Deadwood’s deadend
BY MPost10 July 2014 5:08 AM IST
MPost10 July 2014 5:08 AM IST
Fatwas bear no legal sanction or authority: now with Supreme Court’s blessings. In the run-up to the larger and wider debate on whether Uniform Civil Code be implemented in the entire country, the top court’s latest observation reiterates its old stand on Shariat courts and their pronouncements that not only contradict individual freedom and curtail liberty, but in fact, are a threat to life and limb of those who defy its extrajudicial diktats. This judgment is indeed a landmark one since its interpretative universe encompasses organisations such as the powerful and, more often than not, fundamentalist, Dar-ul-Qaza and Nizam-e-Qaza, but also community bodies like khap panchayats which tend to issue decrees injurious to psychosocial and physical health of citizens, especially in rural areas of Haryana and Rajasthan. Fatwas, which are basically legal opinions of experts in Muslim personal law, such as qazis and muftis, from now on will be deemed illegal if they infringe Articles 21 and 25 of the Indian Constitution, which enshrine the fundamental rights of every individual citizen of this country.
The ruling, given out by the bench of Justices Chandramauli K Prasad and P C Ghose, is a gamechanger in the legal and judicial cosmos of not only this country, but also may impact how personal laws are interpreted and implemented in other officially secular and multi-religious countries. Under the new jurisprudence, fatwas can be ignored and will have no legal standing, and needn’t be contested in any court of law, since the very act of imposition of fatwas would be illegal and coercive, inviting penalties. Inasmuch that the top court ruling allows the critical influence of the judgment to include non-Islamic obscurantist institutions that make a virtue of religious and cultural intolerance under the garb of tradition, this is a watershed moment in Indian judicial activism. What the likes of Darul Uloom Deoband and other seminaries have propounded for long is not just religious deadwood, it’s downright obscurantist, sectarian, dogmatic and out-of-sync with the larger pluralistic realities and historic syncretism of this country.
The ruling, given out by the bench of Justices Chandramauli K Prasad and P C Ghose, is a gamechanger in the legal and judicial cosmos of not only this country, but also may impact how personal laws are interpreted and implemented in other officially secular and multi-religious countries. Under the new jurisprudence, fatwas can be ignored and will have no legal standing, and needn’t be contested in any court of law, since the very act of imposition of fatwas would be illegal and coercive, inviting penalties. Inasmuch that the top court ruling allows the critical influence of the judgment to include non-Islamic obscurantist institutions that make a virtue of religious and cultural intolerance under the garb of tradition, this is a watershed moment in Indian judicial activism. What the likes of Darul Uloom Deoband and other seminaries have propounded for long is not just religious deadwood, it’s downright obscurantist, sectarian, dogmatic and out-of-sync with the larger pluralistic realities and historic syncretism of this country.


TASK INSTRUCTIONS – Verbatim repeat, images excluded. Give each entry again as written.

(RECORDS SUPPLIED)

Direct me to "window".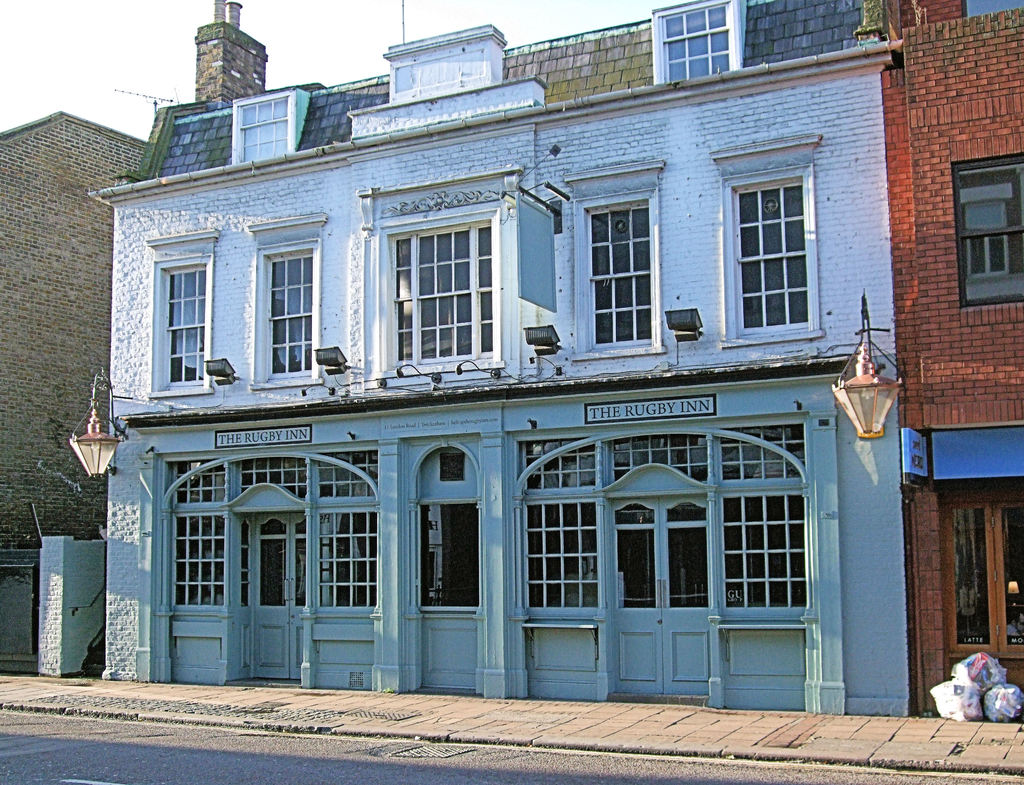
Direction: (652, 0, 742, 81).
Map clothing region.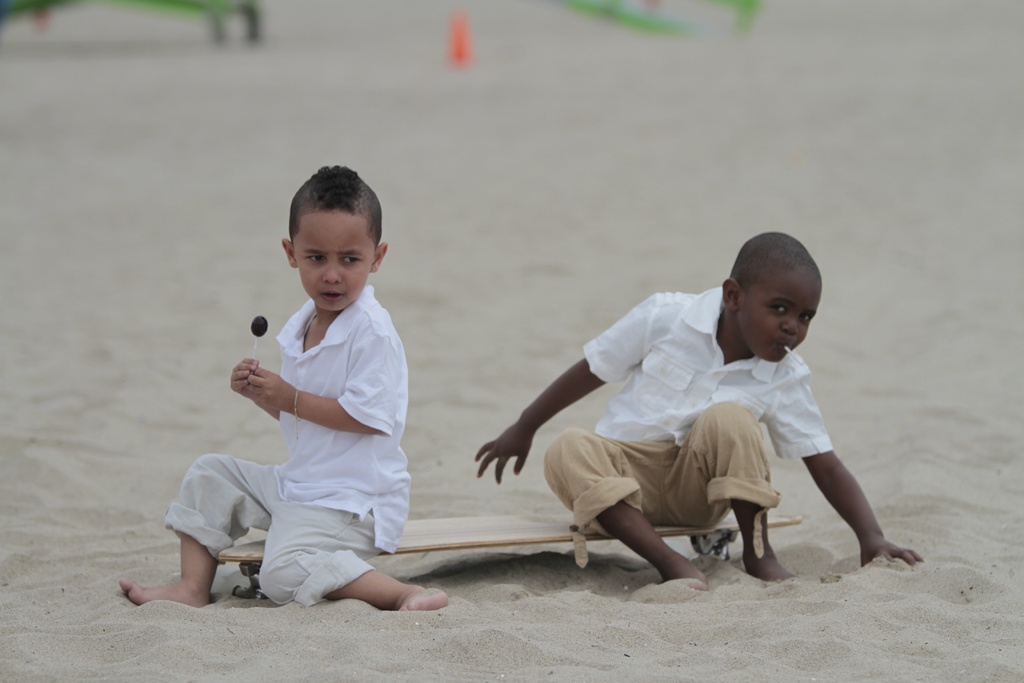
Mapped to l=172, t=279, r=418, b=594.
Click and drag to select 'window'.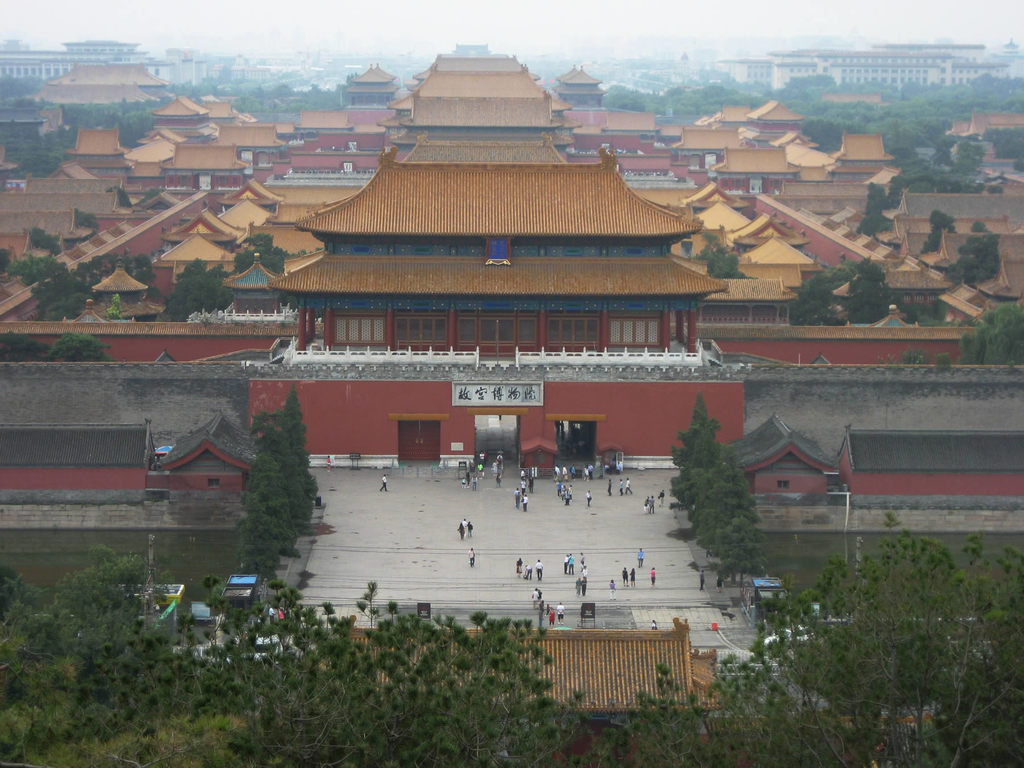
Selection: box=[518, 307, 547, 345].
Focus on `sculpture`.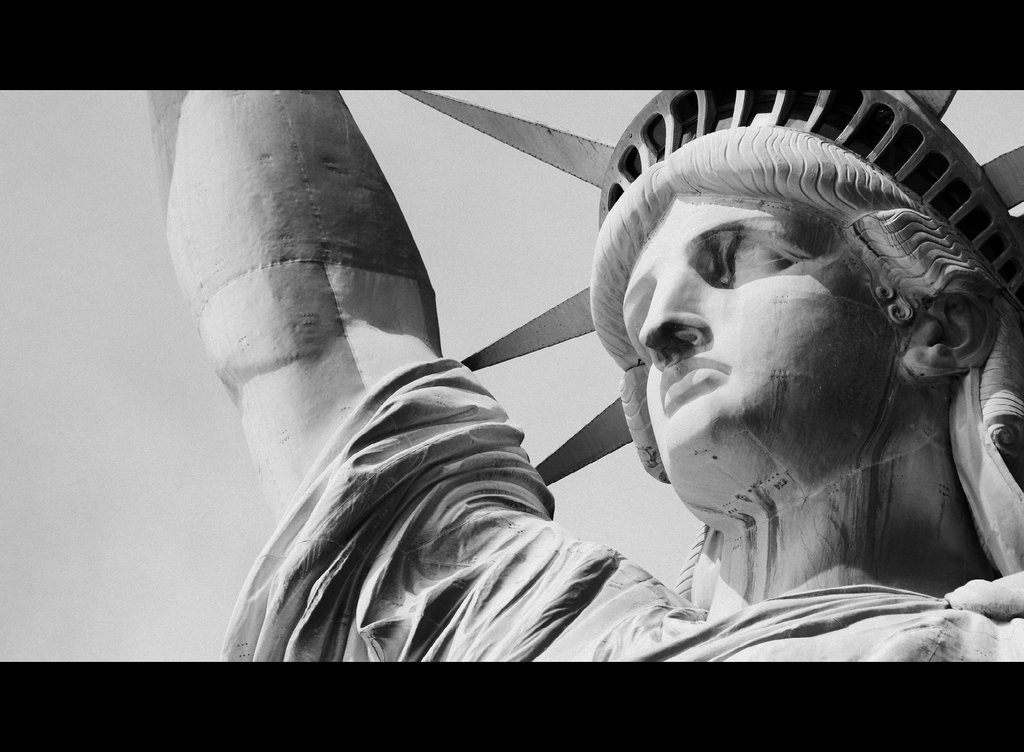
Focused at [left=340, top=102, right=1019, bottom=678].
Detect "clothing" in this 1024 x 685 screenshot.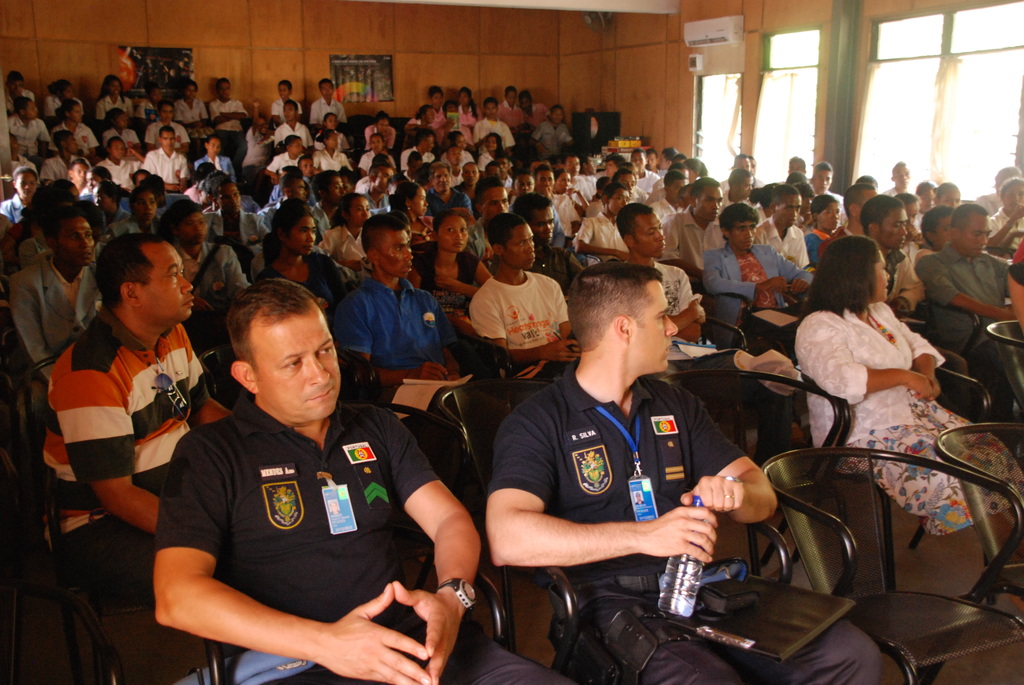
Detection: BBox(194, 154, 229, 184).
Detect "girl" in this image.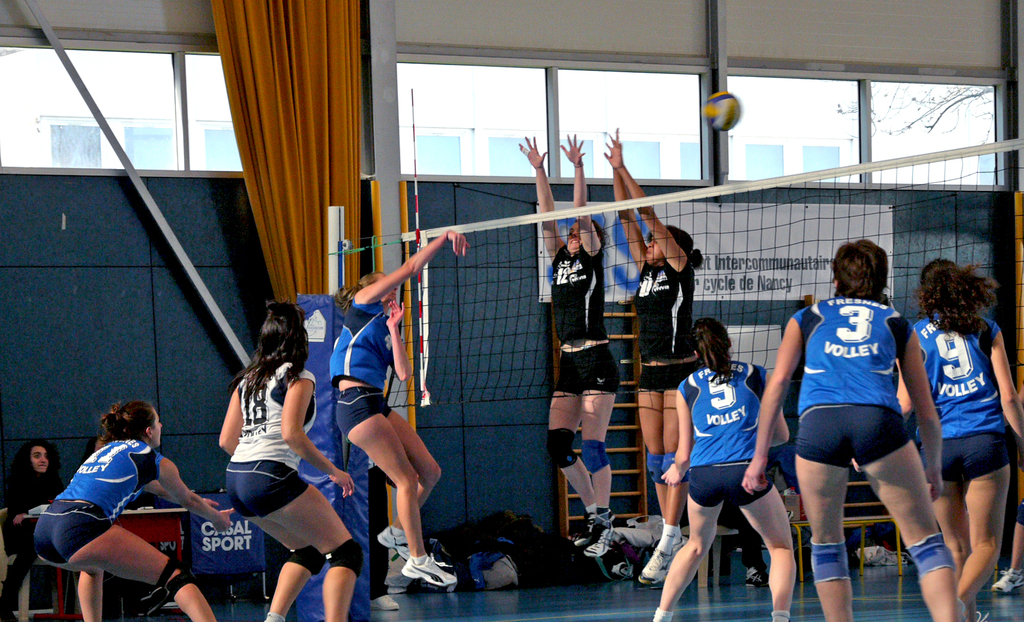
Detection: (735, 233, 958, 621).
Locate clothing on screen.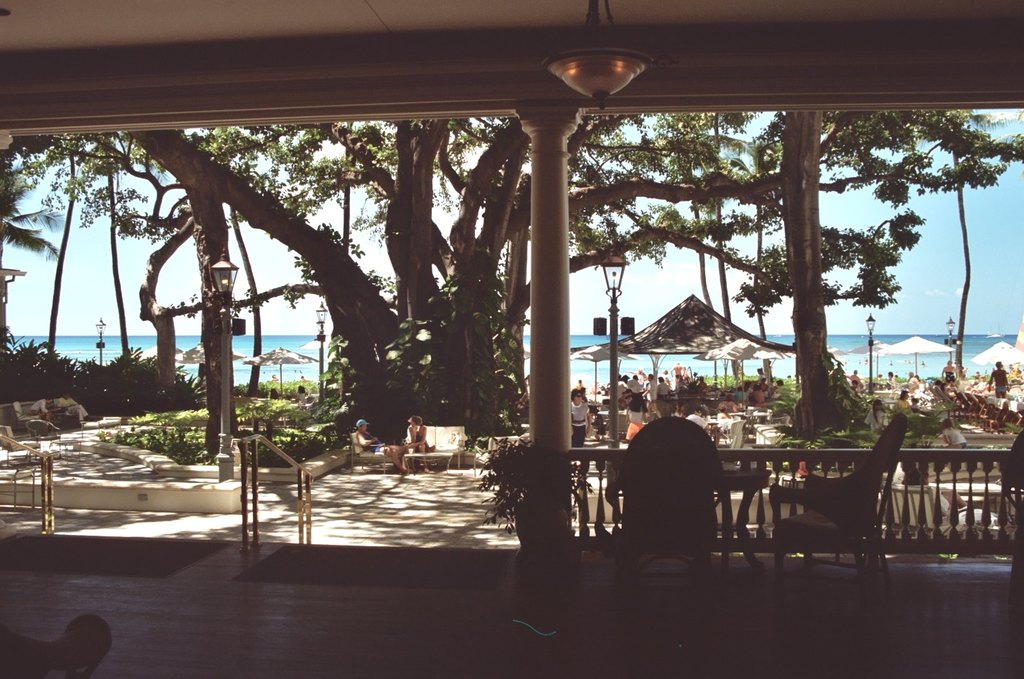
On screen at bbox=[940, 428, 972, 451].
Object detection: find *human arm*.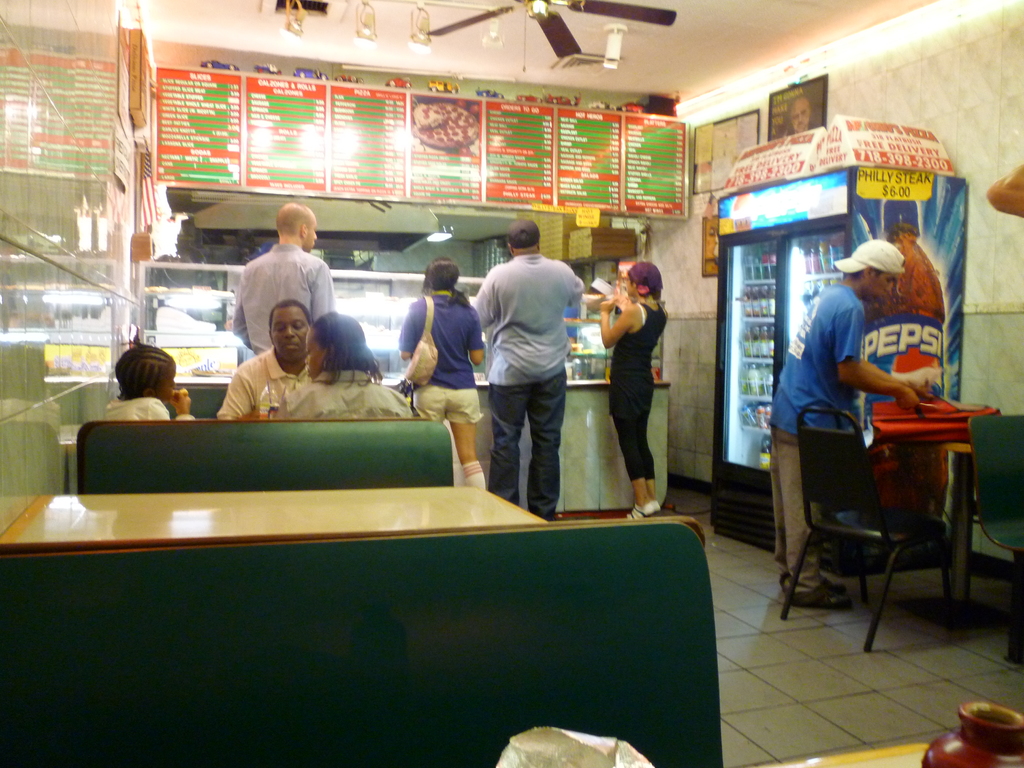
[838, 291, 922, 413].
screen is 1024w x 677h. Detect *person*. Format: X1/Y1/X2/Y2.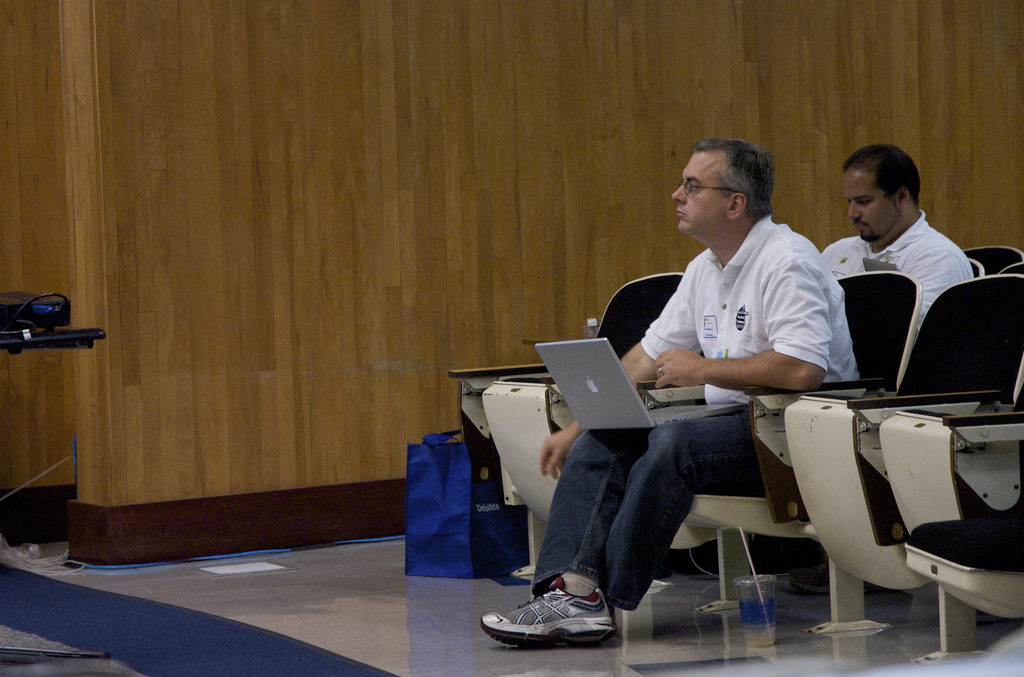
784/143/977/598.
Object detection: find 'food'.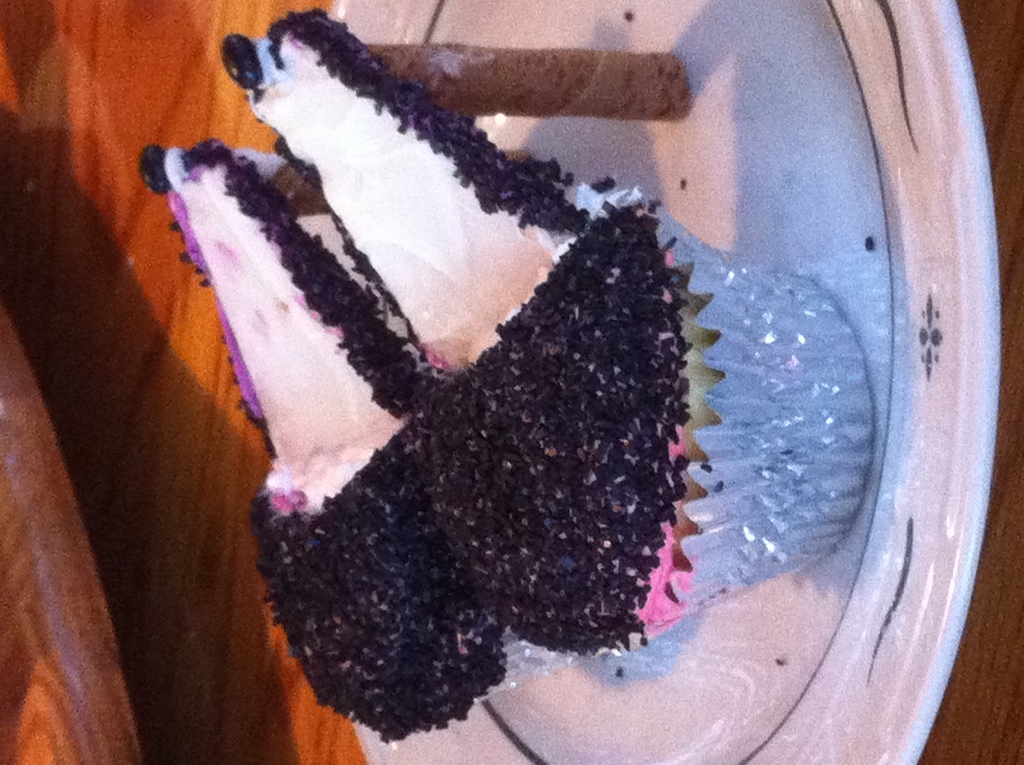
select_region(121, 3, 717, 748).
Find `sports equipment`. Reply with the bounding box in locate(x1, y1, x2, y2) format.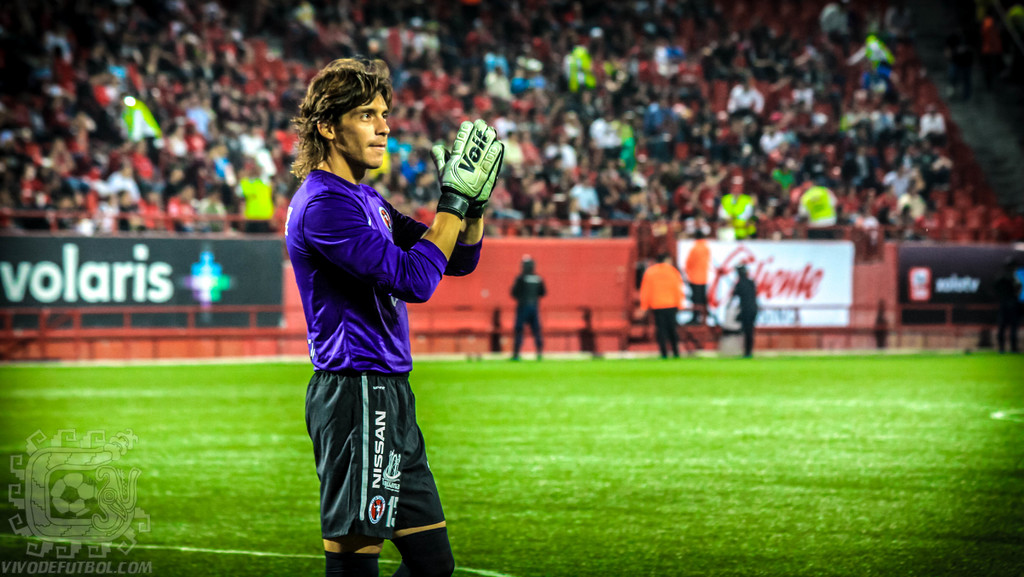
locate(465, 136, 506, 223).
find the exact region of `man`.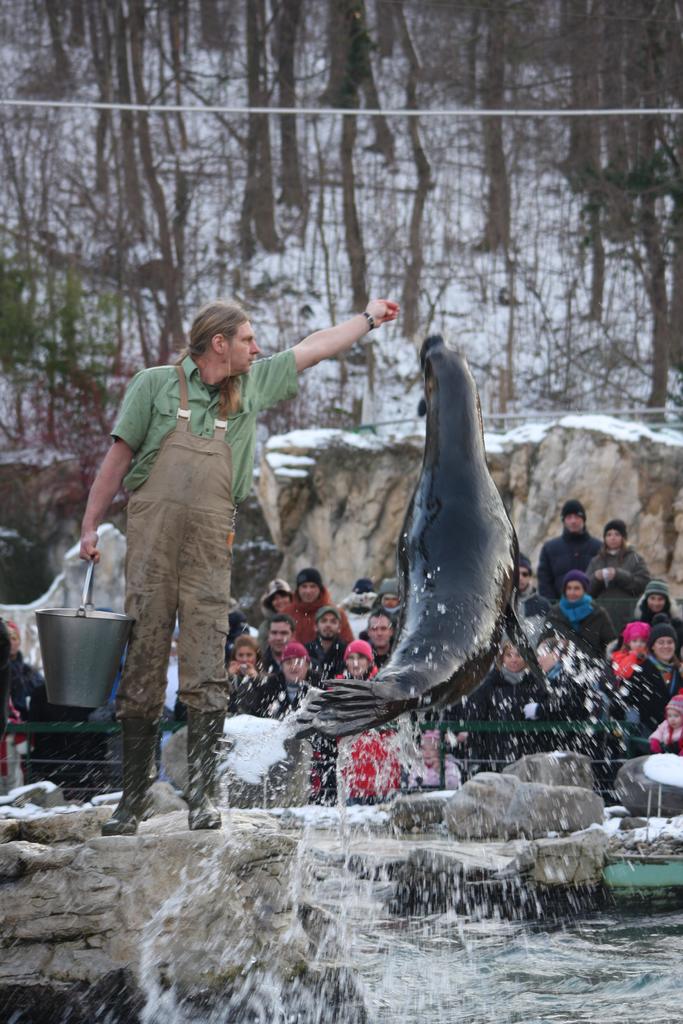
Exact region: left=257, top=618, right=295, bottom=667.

(End RECORDS SUPPLIED)

SOLUTION FOR THIS EXERCISE –
Direct me to "window".
Direction: (652, 0, 742, 81).
Map clothing region.
Mapped to l=172, t=279, r=418, b=594.
Click and drag to select 'window'.
Selection: box=[518, 307, 547, 345].
Focus on `sculpture`.
Focused at [left=340, top=102, right=1019, bottom=678].
Detect "clothing" in this 1024 x 685 screenshot.
Detection: BBox(194, 154, 229, 184).
Detect "girl" in this image.
Detection: (735, 233, 958, 621).
Locate clothing on screen.
On screen at bbox=[940, 428, 972, 451].
Object detection: find *human arm*.
[838, 291, 922, 413].
screen is 1024w x 677h. Detect *person*. Format: X1/Y1/X2/Y2.
784/143/977/598.
Object detection: find 'food'.
select_region(121, 3, 717, 748).
Find `sports equipment`. Reply with the bounding box in locate(x1, y1, x2, y2) format.
locate(465, 136, 506, 223).
find the exact region of `man`.
Exact region: left=257, top=618, right=295, bottom=667.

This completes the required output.